As I clicked around the skill calculator (http://us.battle.net/d3/en/calculator/barbarian) I really really wanted to level up the character and see what kind of synergies I could utilize. And I think I will enjoy the leveling process more now. The D2 skill tree gave two options: 1) Save skill points for later and make a cookie cutter build or 2) Use the skill points now and have useless skills later on. Synergies fixed this a bit but at the same time they limited you even more how to build a good character.
I really like the lack of identify and town portal scrolls/tomes. Those just took inventory space and added nothing to the game once you had your gold income fixed (very very early in the game). Now you have infinite amount of them and they take couple seconds to “cast”. This also prevents the TP abuse.
Really looking forward to this game.
Gosh I loved the Beta. I was invited pre-weekend, and played only the Monk (I didn’t want to tire out of the game before its release). I didn’t enjoy Diablo II as much as Diablo III. I found the gameplay quite interesting. You’re right about the darkness though. I was having trouble seeing things. Still, I can’t wait!
D2 attribute and skill-tree implementation was horribad. The whole point of each stat (str, dex and int) is only to equip gears at a point that vitality is only what mattered. D3 system on the other hand even though it may look simplified makes focusing on building your own “perfect character” more engaging. You don’t have to waste your time weighing if you need points to allocate on strength cause that sweet, sweet cuirass mail armor is useless cause you didn’t meet the STR requirement cause that armor gives you nuff protection to plow through that horde of fetishes.

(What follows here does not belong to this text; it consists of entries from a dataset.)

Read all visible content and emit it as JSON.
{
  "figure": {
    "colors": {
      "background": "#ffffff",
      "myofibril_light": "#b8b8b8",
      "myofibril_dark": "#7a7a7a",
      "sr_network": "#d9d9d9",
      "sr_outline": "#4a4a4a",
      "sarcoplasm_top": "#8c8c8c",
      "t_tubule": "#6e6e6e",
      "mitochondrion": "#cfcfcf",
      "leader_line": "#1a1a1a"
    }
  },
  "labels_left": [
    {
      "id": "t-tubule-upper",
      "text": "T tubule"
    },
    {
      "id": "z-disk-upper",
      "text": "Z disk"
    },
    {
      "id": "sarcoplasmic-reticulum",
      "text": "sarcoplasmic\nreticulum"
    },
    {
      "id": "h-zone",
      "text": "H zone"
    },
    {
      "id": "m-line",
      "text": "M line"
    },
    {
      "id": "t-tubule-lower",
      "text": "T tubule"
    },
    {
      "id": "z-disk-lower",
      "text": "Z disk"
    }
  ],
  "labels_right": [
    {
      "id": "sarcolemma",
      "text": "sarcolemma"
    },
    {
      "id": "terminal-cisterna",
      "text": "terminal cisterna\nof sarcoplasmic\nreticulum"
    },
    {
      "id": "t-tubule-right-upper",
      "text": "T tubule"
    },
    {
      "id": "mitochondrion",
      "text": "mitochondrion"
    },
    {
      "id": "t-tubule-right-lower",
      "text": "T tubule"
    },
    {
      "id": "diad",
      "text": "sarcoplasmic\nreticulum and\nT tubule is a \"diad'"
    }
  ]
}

The skill-tree only gives you the sense of accomplishment when you’re level is high nuff. In D3 you can see changes right away even when you’re in the low lv.10s. It gives you the option of playstyle too on the fly so you can adjust you strategy anytime you want or when it seems that things are not working out for you at the moment.
Thank god they revised the TP mechanic cause I don’t like being trolled wit it lol.